The 2020 In Spite Of theme exemplified this stance, and provided a digital alternative to the usual physical art camp, with past participants coming together with LASALLE staff and alumni to share their creative responses to the pandemic. The online exhibition curated by Milenko includes my first artistic contribution to the Lab beyond inventing drinks: a video trailer for a film made with Singaporean composer Joyce Beetuan Koh interpreting T. S. Eliot’s The Waste Land (1922). It will be released in time to celebrate the poem’s centenary in 2022 and features a cameo by Milenko playing a murderous sailor who snarls like a dog.

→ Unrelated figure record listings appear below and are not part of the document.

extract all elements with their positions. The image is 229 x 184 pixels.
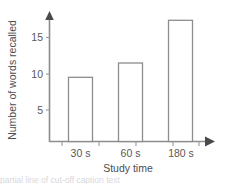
- bar-30s[interactable]: [69, 77, 93, 141]
- chart-canvas: 5 10 15 30 s 60 s 180 s Number of words …: [0, 0, 229, 184]
- x-axis-title: Study time: [103, 162, 153, 174]
- x-tick-label-60s: 60 s: [121, 147, 141, 159]
- bar-chart-figure: 5 10 15 30 s 60 s 180 s Number of words …: [0, 0, 229, 184]
- x-axis-arrow-icon: [205, 137, 215, 147]
- bar-180s[interactable]: [169, 20, 193, 141]
- y-tick-label-15: 15: [31, 31, 43, 43]
- y-tick-label-10: 10: [31, 68, 43, 80]
- y-tick-label-5: 5: [37, 104, 43, 116]
- x-tick-label-180s: 180 s: [168, 147, 194, 159]
- y-axis-title: Number of words recalled: [6, 20, 18, 140]
- y-axis-arrow-icon: [45, 11, 54, 20]
- bar-60s[interactable]: [119, 63, 143, 142]
- cropped-caption-text: partial line of cut-off caption text: [0, 176, 229, 184]
- x-tick-label-30s: 30 s: [71, 147, 91, 159]
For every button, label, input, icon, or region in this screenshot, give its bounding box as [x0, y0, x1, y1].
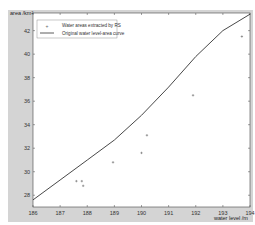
- legend-marker-icon: +: [46, 23, 49, 29]
- x-tick-label: 188: [83, 210, 92, 216]
- legend-entry-curve: Original water level-area curve: [62, 31, 125, 36]
- plot-area: [33, 13, 250, 207]
- x-tick-label: 187: [56, 210, 65, 216]
- x-axis-label: water level /m: [213, 215, 248, 221]
- y-axis-label: area /km²: [10, 10, 33, 16]
- x-tick-label: 186: [28, 210, 37, 216]
- chart: 186187188189190191192193194 283032343638…: [0, 0, 255, 225]
- y-tick-label: 30: [24, 169, 30, 175]
- legend-entry-rs: Water areas extracted by RS: [62, 23, 121, 28]
- y-tick-label: 34: [24, 122, 30, 128]
- y-tick-label: 42: [24, 28, 30, 34]
- y-tick-label: 32: [24, 145, 30, 151]
- x-tick-label: 191: [164, 210, 173, 216]
- y-tick-label: 28: [24, 192, 30, 198]
- legend: + Water areas extracted by RS Original w…: [37, 20, 125, 38]
- x-tick-label: 192: [191, 210, 200, 216]
- y-tick-label: 38: [24, 75, 30, 81]
- y-tick-label: 40: [24, 51, 30, 57]
- x-tick-label: 189: [110, 210, 119, 216]
- x-tick-label: 190: [137, 210, 146, 216]
- y-tick-label: 36: [24, 98, 30, 104]
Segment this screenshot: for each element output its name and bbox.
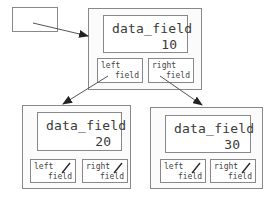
right-field-label-1: right: [214, 162, 238, 171]
tree-node-left-child: data_field 20 left field right field: [22, 105, 131, 189]
left-field-box: left field: [97, 58, 143, 83]
left-field-label-1: left: [34, 162, 53, 171]
root-pointer-box: [12, 7, 58, 32]
data-field-label: data_field: [112, 21, 192, 36]
left-field-label-1: left: [101, 61, 120, 70]
data-field-value: 20: [95, 134, 111, 149]
data-field-value: 30: [224, 137, 240, 152]
data-field-box: data_field 30: [165, 115, 251, 153]
left-field-box: left field: [30, 159, 76, 183]
tree-node-right-child: data_field 30 left field right field: [150, 107, 263, 189]
data-field-box: data_field 10: [103, 15, 188, 53]
right-field-label-2: field: [100, 172, 124, 181]
left-field-label-2: field: [115, 71, 139, 80]
right-field-label-2: field: [228, 172, 252, 181]
data-field-box: data_field 20: [37, 112, 122, 151]
left-field-label-2: field: [48, 172, 72, 181]
left-field-label-1: left: [164, 162, 183, 171]
left-field-box: left field: [160, 159, 206, 183]
right-field-box: right field: [82, 159, 128, 183]
right-field-box: right field: [148, 58, 194, 83]
right-field-label-1: right: [152, 61, 176, 70]
right-field-box: right field: [210, 159, 256, 183]
data-field-label: data_field: [46, 118, 126, 133]
tree-node-root: data_field 10 left field right field: [88, 8, 202, 90]
data-field-label: data_field: [174, 121, 254, 136]
data-field-value: 10: [161, 37, 177, 52]
right-field-label-1: right: [86, 162, 110, 171]
left-field-label-2: field: [178, 172, 202, 181]
right-field-label-2: field: [166, 71, 190, 80]
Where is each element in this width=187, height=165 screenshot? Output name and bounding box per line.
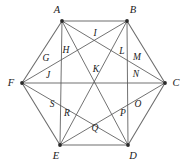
vertex-dot-e bbox=[58, 143, 62, 147]
edge-cd bbox=[128, 83, 165, 145]
vertex-dot-c bbox=[163, 81, 167, 85]
inner-point-label-s: S bbox=[50, 100, 55, 110]
inner-point-label-p: P bbox=[120, 109, 126, 119]
vertex-label-f: F bbox=[8, 78, 14, 89]
inner-point-label-m: M bbox=[133, 53, 141, 63]
inner-point-label-n: N bbox=[133, 70, 139, 80]
inner-point-label-j: J bbox=[46, 71, 50, 81]
diagonal-ac bbox=[62, 21, 165, 83]
hexagon-figure: ABCDEF GHIJKLMNOPQRS bbox=[0, 0, 187, 165]
vertex-dot-a bbox=[60, 19, 64, 23]
vertex-label-a: A bbox=[54, 5, 60, 16]
inner-point-label-q: Q bbox=[92, 124, 99, 134]
inner-point-label-k: K bbox=[93, 65, 99, 75]
inner-point-label-r: R bbox=[64, 109, 70, 119]
diagonal-bf bbox=[22, 21, 127, 83]
vertex-label-e: E bbox=[53, 151, 59, 162]
inner-point-label-l: L bbox=[119, 47, 124, 57]
inner-point-label-g: G bbox=[43, 54, 50, 64]
vertex-dot-d bbox=[126, 143, 130, 147]
vertex-label-c: C bbox=[172, 78, 179, 89]
vertex-dot-f bbox=[20, 81, 24, 85]
inner-point-label-h: H bbox=[63, 46, 70, 56]
vertex-label-b: B bbox=[130, 5, 136, 16]
vertex-label-d: D bbox=[129, 151, 137, 162]
edge-ef bbox=[22, 83, 60, 145]
inner-point-label-o: O bbox=[135, 100, 142, 110]
edge-fa bbox=[22, 21, 62, 83]
inner-point-label-i: I bbox=[93, 29, 96, 39]
hexagon-diagram-svg bbox=[0, 0, 187, 165]
vertex-dot-b bbox=[125, 19, 129, 23]
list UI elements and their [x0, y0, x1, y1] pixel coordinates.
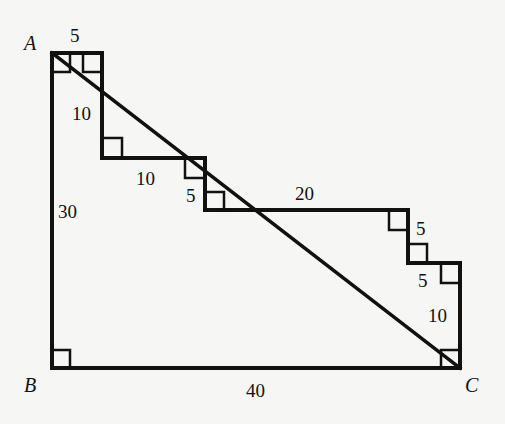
- right-angle-step4-top: [441, 263, 460, 283]
- right-angle-step3-top: [389, 210, 408, 230]
- length-label-top-5: 5: [70, 25, 80, 46]
- geometry-diagram: A B C 5 10 10 5 20 5 5 10 30 40: [0, 0, 505, 424]
- vertex-label-b: B: [24, 374, 36, 396]
- length-label-right-5b: 5: [418, 270, 428, 291]
- right-angle-step3-bottom: [408, 244, 427, 263]
- length-label-right-10: 10: [428, 305, 447, 326]
- length-label-20: 20: [295, 183, 314, 204]
- length-label-mid-10: 10: [136, 168, 155, 189]
- right-angle-step2-bottom: [205, 192, 224, 210]
- right-angle-step1-bottom: [102, 138, 122, 158]
- vertex-label-c: C: [465, 374, 479, 396]
- right-angle-b: [52, 350, 70, 368]
- length-label-step-10: 10: [72, 103, 91, 124]
- length-label-right-5a: 5: [416, 218, 426, 239]
- right-angle-step1-top: [83, 53, 102, 72]
- length-label-40: 40: [246, 380, 265, 401]
- length-label-30: 30: [58, 201, 77, 222]
- vertex-label-a: A: [22, 32, 37, 54]
- length-label-mid-5: 5: [186, 185, 196, 206]
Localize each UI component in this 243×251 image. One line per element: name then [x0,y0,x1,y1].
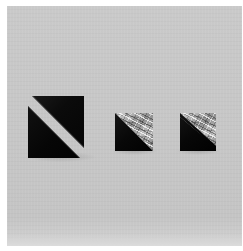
black-and-foil-square-medium-form [115,113,153,151]
panel-bottom-edge [7,234,242,246]
artwork-photograph: Three dark triangular forms on a pale gr… [0,0,243,251]
split-black-square-form [29,97,91,158]
image-caption: Three dark triangular forms on a pale gr… [0,16,1,17]
black-and-foil-square-right-form [180,113,216,151]
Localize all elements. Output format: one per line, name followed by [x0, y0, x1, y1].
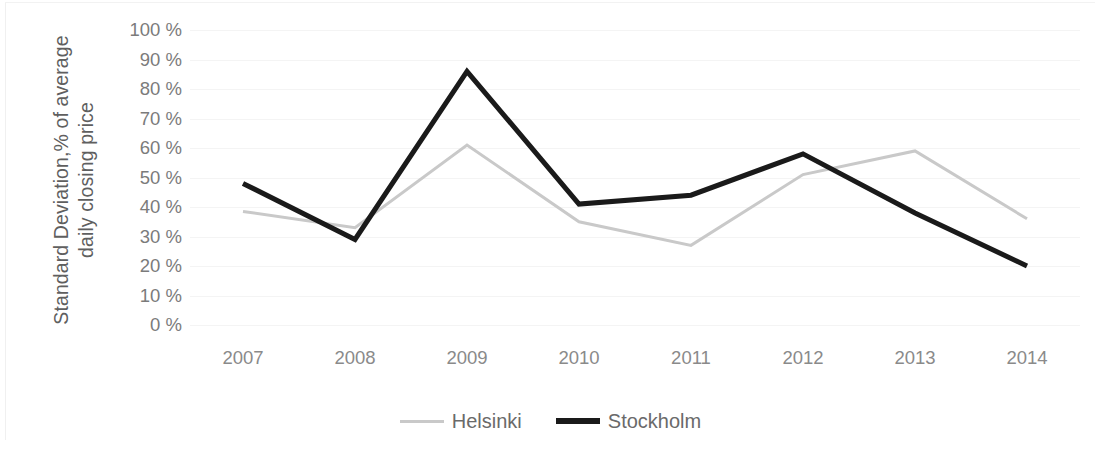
legend-item-helsinki[interactable]: Helsinki — [400, 410, 522, 432]
x-axis-tick-label: 2010 — [558, 348, 599, 368]
line-chart: Standard Deviation,% of average daily cl… — [0, 0, 1101, 459]
series-lines — [190, 0, 1080, 459]
stockholm-line-swatch — [556, 418, 600, 424]
series-line-stockholm — [243, 71, 1027, 266]
y-axis-tick-label: 50 % — [140, 169, 182, 188]
y-axis-tick-labels: 100 %90 %80 %70 %60 %50 %40 %30 %20 %10 … — [104, 0, 182, 459]
x-axis-tick-label: 2011 — [671, 348, 711, 368]
y-axis-tick-label: 20 % — [140, 257, 182, 276]
y-axis-tick-label: 10 % — [140, 287, 182, 306]
legend-item-label: Stockholm — [608, 410, 701, 432]
x-axis-tick-label: 2013 — [894, 348, 935, 368]
y-axis-title-line-2: daily closing price — [74, 15, 99, 345]
chart-legend: HelsinkiStockholm — [0, 410, 1101, 432]
helsinki-line-swatch — [400, 420, 444, 423]
legend-item-label: Helsinki — [452, 410, 522, 432]
y-axis-tick-label: 60 % — [140, 139, 182, 158]
x-axis-tick-label: 2007 — [222, 348, 263, 368]
y-axis-title: Standard Deviation,% of average daily cl… — [49, 15, 89, 345]
y-axis-tick-label: 40 % — [140, 198, 182, 217]
plot-area — [190, 0, 1080, 459]
y-axis-title-line-1: Standard Deviation,% of average — [50, 35, 72, 324]
x-axis-tick-label: 2014 — [1006, 348, 1047, 368]
x-axis-tick-label: 2009 — [446, 348, 487, 368]
y-axis-tick-label: 80 % — [140, 80, 182, 99]
x-axis-tick-label: 2012 — [782, 348, 823, 368]
y-axis-tick-label: 90 % — [140, 51, 182, 70]
x-axis-tick-label: 2008 — [334, 348, 375, 368]
y-axis-tick-label: 30 % — [140, 228, 182, 247]
legend-item-stockholm[interactable]: Stockholm — [556, 410, 701, 432]
y-axis-tick-label: 100 % — [130, 21, 182, 40]
x-axis-tick-labels: 20072008200920102011201220132014 — [0, 348, 1101, 378]
y-axis-tick-label: 70 % — [140, 110, 182, 129]
y-axis-tick-label: 0 % — [150, 316, 182, 335]
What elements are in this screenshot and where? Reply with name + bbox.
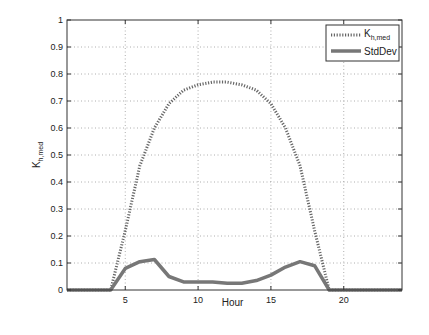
y-tick-label: 1 — [58, 15, 63, 25]
y-tick-label: 0.2 — [50, 231, 63, 241]
y-axis-label: Kh,med — [31, 142, 44, 168]
y-tick-label: 0.9 — [50, 42, 63, 52]
legend-label-stddev: StdDev — [364, 46, 397, 57]
x-tick-label: 15 — [266, 295, 276, 305]
y-tick-label: 0 — [58, 285, 63, 295]
svg-text:Kh,med: Kh,med — [31, 142, 44, 168]
y-tick-label: 0.4 — [50, 177, 63, 187]
x-tick-label: 20 — [339, 295, 349, 305]
y-tick-label: 0.7 — [50, 96, 63, 106]
y-tick-label: 0.6 — [50, 123, 63, 133]
x-tick-label: 5 — [123, 295, 128, 305]
data-series — [67, 82, 402, 290]
y-tick-label: 0.3 — [50, 204, 63, 214]
series-line — [67, 82, 402, 290]
line-chart: 510152000.10.20.30.40.50.60.70.80.91 Hou… — [0, 0, 429, 335]
y-tick-label: 0.8 — [50, 69, 63, 79]
x-axis-label: Hour — [222, 297, 244, 308]
legend: Kh,med StdDev — [326, 25, 399, 61]
x-tick-label: 10 — [193, 295, 203, 305]
y-tick-label: 0.1 — [50, 258, 63, 268]
y-axis-label-sub: h,med — [37, 142, 44, 162]
y-tick-label: 0.5 — [50, 150, 63, 160]
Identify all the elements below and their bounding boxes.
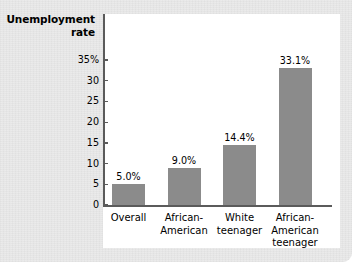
x-axis-category-label-line: Overall: [101, 212, 156, 225]
x-axis-line: [103, 205, 332, 207]
y-axis-title: Unemployment rate: [2, 13, 95, 38]
x-axis-category-label-line: American: [157, 225, 212, 238]
y-axis-tick: [103, 59, 108, 60]
x-axis-category-label-line: African-: [268, 212, 323, 225]
y-axis-tick-label: 10: [41, 159, 99, 169]
y-axis-tick: [103, 142, 108, 143]
y-axis-tick: [103, 204, 108, 205]
x-axis-category-label-line: African-: [157, 212, 212, 225]
bar-value-label: 9.0%: [157, 155, 212, 166]
bar-value-label: 14.4%: [212, 132, 267, 143]
bar-value-label: 33.1%: [268, 55, 323, 66]
y-axis-tick-labels: 05101520253035%: [39, 14, 99, 206]
x-axis-category-label-line: teenager: [268, 237, 323, 250]
y-axis-title-line-1: Unemployment: [2, 13, 95, 26]
y-axis-tick-label: 0: [41, 200, 99, 210]
x-axis-category-label: Overall: [101, 212, 156, 225]
y-axis-tick-label: 15: [41, 138, 99, 148]
x-axis-category-label-line: White: [212, 212, 267, 225]
y-axis-tick: [103, 184, 108, 185]
bar: [168, 168, 201, 205]
x-axis-category-label: African-American: [157, 212, 212, 237]
bar: [112, 184, 145, 205]
y-axis-tick-label: 5: [41, 179, 99, 189]
y-axis-tick-label: 30: [41, 76, 99, 86]
chart-figure: Unemployment rate 05101520253035% 5.0%9.…: [0, 0, 352, 262]
plot-area: 05101520253035% 5.0%9.0%14.4%33.1% Overa…: [103, 14, 340, 248]
y-axis-tick-label: 25: [41, 96, 99, 106]
y-axis-title-line-2: rate: [2, 26, 95, 39]
y-axis-tick: [103, 101, 108, 102]
bar: [223, 145, 256, 205]
x-axis-category-label: African-Americanteenager: [268, 212, 323, 250]
x-axis-category-label-line: American: [268, 225, 323, 238]
y-axis-tick: [103, 122, 108, 123]
bar-value-label: 5.0%: [101, 171, 156, 182]
y-axis-tick-label: 35%: [41, 55, 99, 65]
y-axis-tick: [103, 163, 108, 164]
y-axis-tick-label: 20: [41, 117, 99, 127]
x-axis-category-label: Whiteteenager: [212, 212, 267, 237]
bar: [279, 68, 312, 205]
y-axis-tick: [103, 80, 108, 81]
x-axis-category-label-line: teenager: [212, 225, 267, 238]
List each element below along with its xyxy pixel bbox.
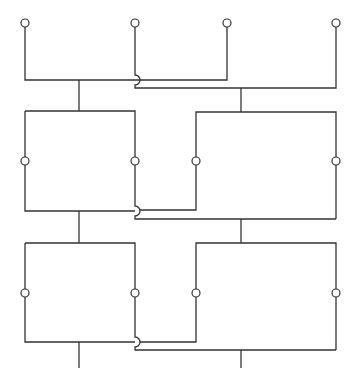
terminal-box2-left-icon[interactable] [192, 157, 200, 165]
terminal-box4-left-icon[interactable] [192, 289, 200, 297]
wire-b-crossover-2 [135, 336, 336, 350]
box-1-outline [25, 111, 135, 211]
terminal-box1-right-icon[interactable] [131, 157, 139, 165]
box-2-outline [140, 112, 336, 219]
terminal-top-1-icon[interactable] [21, 19, 29, 27]
box-4-outline [140, 243, 336, 350]
wire-a-top-left-lead [25, 27, 135, 80]
terminal-box3-right-icon[interactable] [131, 289, 139, 297]
circuit-diagram [0, 0, 357, 386]
terminals [21, 19, 340, 297]
terminal-top-2-icon[interactable] [131, 19, 139, 27]
terminal-box4-right-icon[interactable] [332, 289, 340, 297]
wire-b-crossover-1 [135, 205, 336, 219]
terminal-box3-left-icon[interactable] [21, 289, 29, 297]
wire-b-top-left-lead [135, 27, 336, 88]
terminal-box2-right-icon[interactable] [332, 157, 340, 165]
network-a [25, 27, 227, 368]
terminal-top-4-icon[interactable] [332, 19, 340, 27]
network-b [135, 27, 336, 368]
box-3-outline [25, 243, 135, 342]
terminal-box1-left-icon[interactable] [21, 157, 29, 165]
wire-a-top-right-bus [135, 27, 227, 80]
terminal-top-3-icon[interactable] [223, 19, 231, 27]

Revisiting The Waste Land underlines its currency and potency for our own time. Eliot’s bleak yet beautiful meditations on isolation and alienation take on whole new meanings a hundred years after he penned them. He grapples with themes that echo uncannily with the anxieties surrounding the pandemic, from feelings of melancholy, loss and longing to the fear of death and the promise of renewal and rebirth.
For centuries, ‘In Spite of’ everything from plagues to world wars, artists have continued making art and, significantly, art has tended to make conceptual and aesthetic leaps in the wake of calamities. World War I (1914-1918) heralded the birth of the 20th-century avant-garde in Western art with Dadaism, Surrealism, Constructivism, Bauhaus and more. At seismic moments, artists are grounded in a brute reality while being fuelled by dreams of a better future, and united with others towards a common cause. Today, as a pandemic forces us physically apart, we witness artists everywhere activating their communities and forming ever stronger bonds.
Digestif
LASALLE is soon to be elevated to become part of Singapore’s first university of the arts, and as the College is less than 40 years old, it’s a remarkable story and achievement. The stellar rise has come about through hard work, high aspirations and a collective vision, first conceived by its formidable founder, the late Brother Joseph McNally (1923-2002). Like Tropical Lab, that grand vision is mixological, laboratorial and international: blending together dynamic faculty hailing from all four corners of the earth, promoting experimental art practices that fuse the most exciting ideas from global cultures, and collaborating enthusiastically with some of the world’s finest arts schools.
Photo by Steve Dixon
The Tropical King, Milenko Prvački, acting in another role—as the psychotic sailor,
Stetson, in Revisiting T. S. Eliot’s The Waste Land.
Today, the College has many high-profile international projects and collaborations, but Tropical Lab was the first, the most pioneering and the longest lasting. It helped establish LASALLE and put it firmly on the international map; without it I very much doubt we would have become a University quite this soon. Long may it continue.
Viva Milenko! Viva LASALLE! Viva Cocktail Lab!